Introduction
My title - Unburying, from Liminals, Emerging - relates to a tendency I find in myself. I'm continually foraging into the deep past in efforts toward mapping meanings into an imagined future. Cathartically, It's a kind of "unburying" of the subconscious. A Jungian way of being in the world, and what we might call a process of individuation. Moving between conscious and subconscious, wakefulness or dreaming, we hover within liminalities. Having been consumed by these states, I find myself slowly emerging. How does one communicate a soundtrack to these experiences? (Journal entry, May 2022)
This "foraging into the deep past in efforts toward mapping meanings into an imagined future" relates to an organismic - rather than mechanistic - existential orientation which grounds my being in the world. I take inspiration from the process and time-focused philosophies of Alfred North Whitehead, Henri Bergson as well as Physicist David Bohm's Wholeness and the Implicate order.
For me, an organismic or holistic world outlook psycho-scientifically views the cosmos as an interconnected web of probabilistic ecologies where actors within their entangled non-linear space-time environments are granted orders and degrees of conscious or cognitive capacity.
Although beyond the scope of this paper, It would feel dishonest to my philosophy and creative practice not to provide a mere footnote to this pervading sense of holistic existential grounding. Within a Jungian individuation paradigm - where creative process can be linked to non-ego or something more collective -my agency transforms and finds greater meaning within expanded empirical and metaphysical paradigms. Our world needs to re-emphasize organismic paradigms in order to make progress in areas such as cultural diversity and inclusion, environmental ecology, as well as a more unified theory of our surrounding cosmos.
Unburying, From Liminals, Emerging
This artistic research project - spanning the period of 2020-2022 - stems from the curiosity of moving beyond the fixed pitches of western tuning (12 edo) and into a continuum of extended sound possibilities.
Can an acoustic grand piano be sonically and conceptually reimagined so as to re-negotiate its core axiomatic assumptions around tuning and timbre? why should the piano continue to be so accustomed to only one tuning system? In contrast, how can “pure sounds” (ratios found in the harmonic series) co-exist with ethnically diverse microtonal tuning constellations?
Dialoging with a newly invented tuning system, what emergent properties might we find when magnetic piano preparations are used to evoke specific timbral effects from Balinese Gamelan and Indian Karnatik music? Collectively, how can this expanded notion of “piano” merge with spatialization to facilitate embodied experiences for audiences? How might a process-oriented Jungian-inspired dream work communicate itself so as to distill and coalesce a fertile musical landscape?
My research has branched outwards from the nucleus of a microtonal prepared piano. In the process I’ve created my own tuning system, the Justly-Intonated Sedeng-Pelog. Using this tuning I’ve contextualized the microtonal prepared piano for three settings which has resulted in three album-length recordings.
Postcards of Nostalgia: microtonal prepared piano and sound design (ILK Music)
Unburying, From Liminals, Emerging: microtonal prepared piano, saxophone trio and percussion (ILK Music)
Juniper Fuse Ensemble: Nagual | two microtonal prepared piano, two percussion and soprano saxophone (KAIROS)
To the degree to which any of these questions may find meaning, I’d like to urge the listener/reader to rely on his/her ears beyond a mere conceptual assessment. In this sense the finished musical recordings or live performances speak louder than any written text.
***You can listen to all three works HERE or on the streaming platform of your choice.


◆ Problem details ◆
The lines below must be transcribed exactly as given, with the images removed.
--- Given data Enclosed Below ---
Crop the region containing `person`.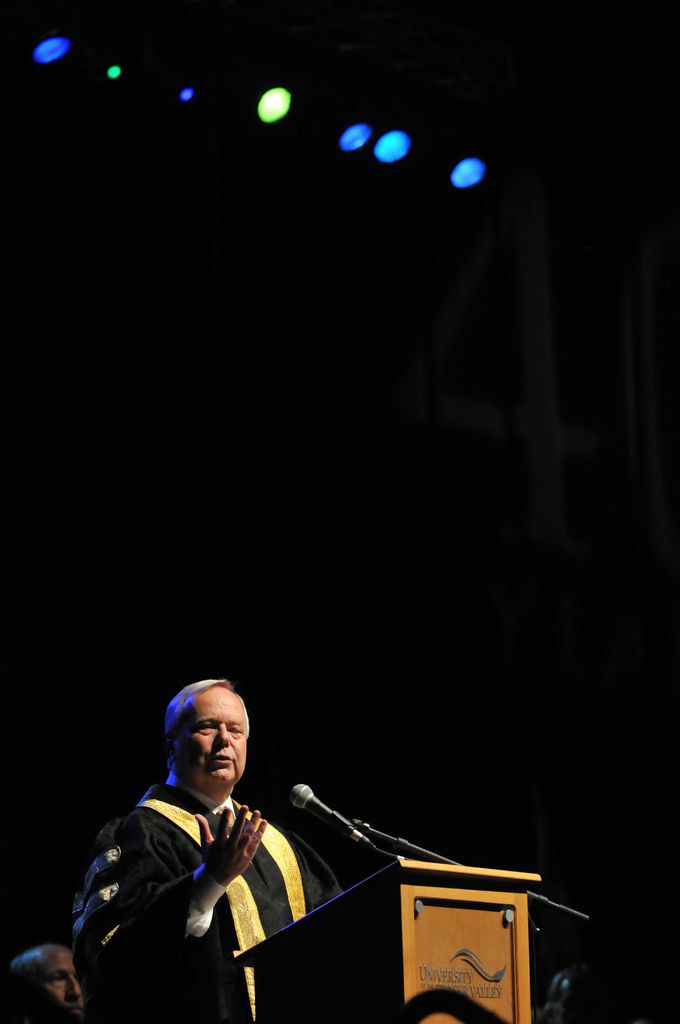
Crop region: detection(73, 672, 350, 1021).
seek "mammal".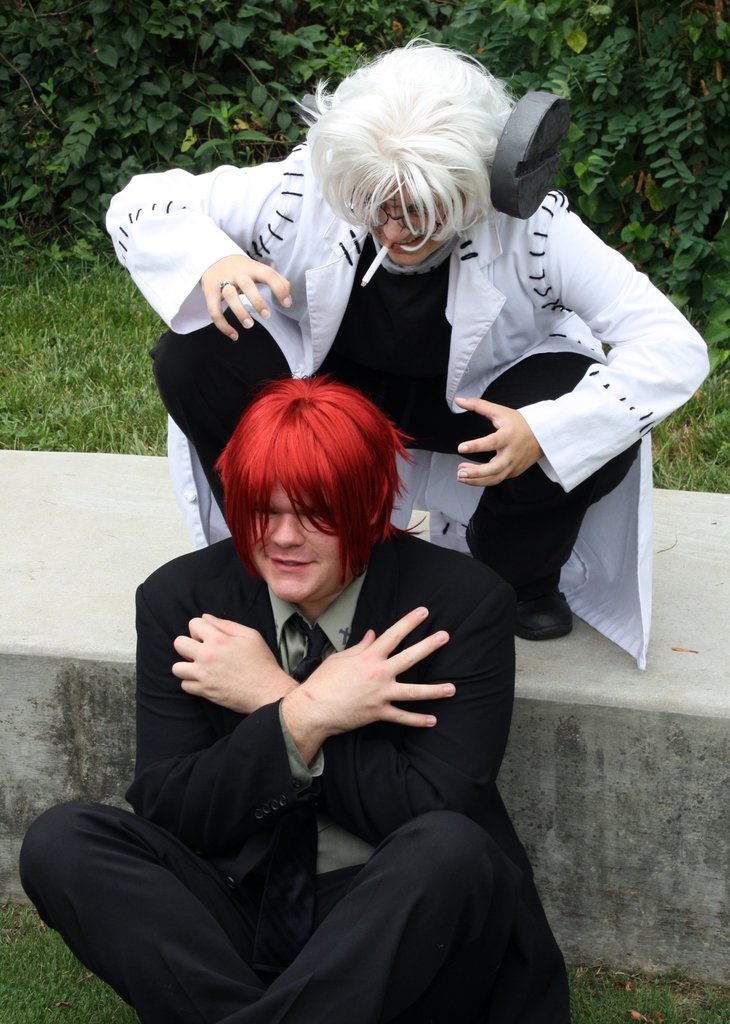
locate(102, 25, 712, 669).
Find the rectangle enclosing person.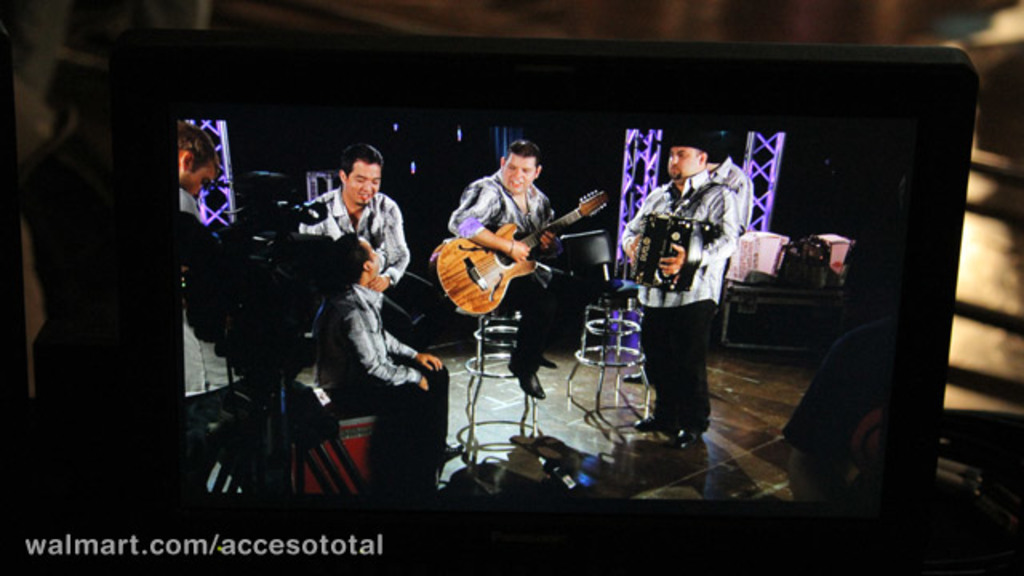
x1=176 y1=118 x2=272 y2=499.
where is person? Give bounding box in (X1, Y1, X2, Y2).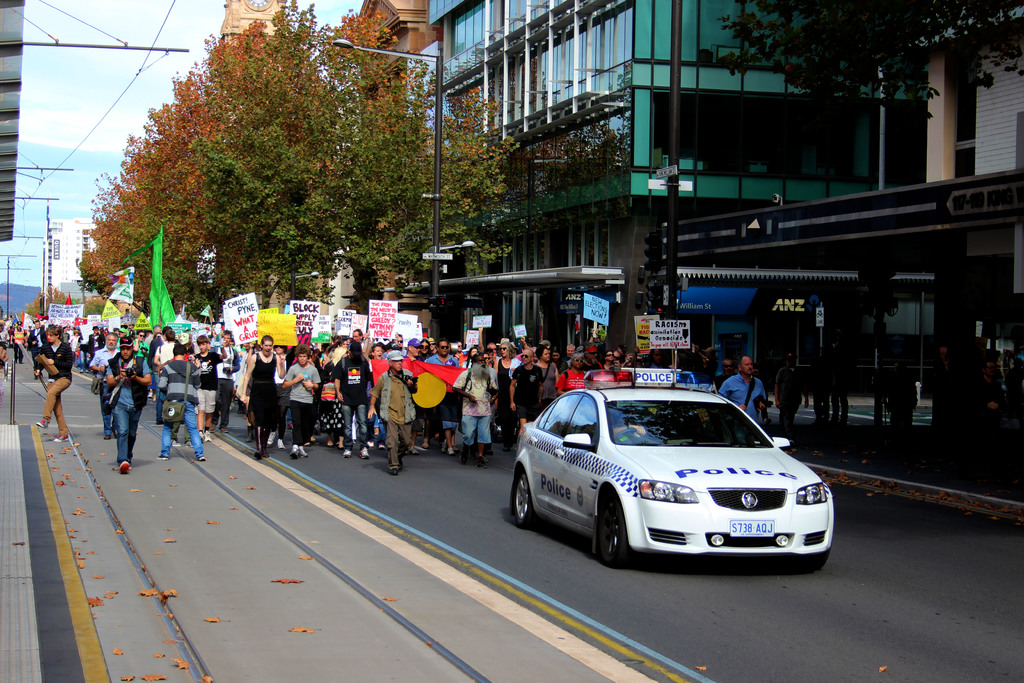
(554, 355, 591, 396).
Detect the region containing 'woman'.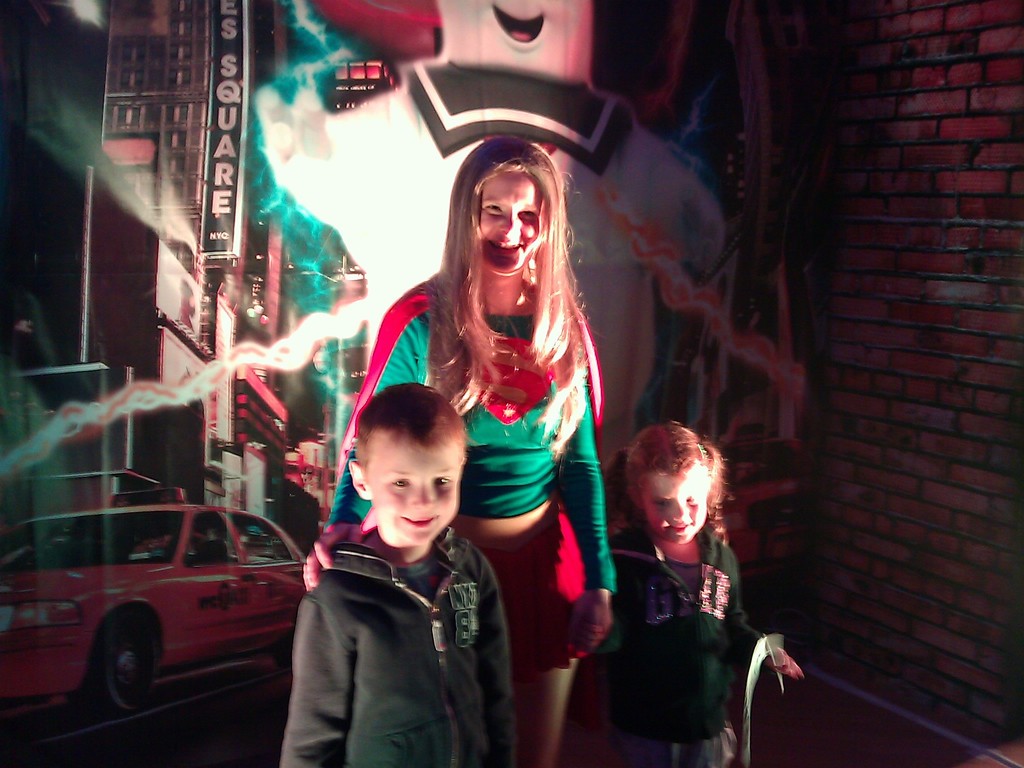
--- End of Enclosed Given data ---
◆ Answer box ◆
Crop the region containing `person`.
Crop region: detection(73, 672, 350, 1021).
seek "mammal".
locate(102, 25, 712, 669).
Find the rectangle enclosing person.
x1=176 y1=118 x2=272 y2=499.
where is person? Give bounding box in (X1, Y1, X2, Y2).
(554, 355, 591, 396).
Detect the region containing 'woman'.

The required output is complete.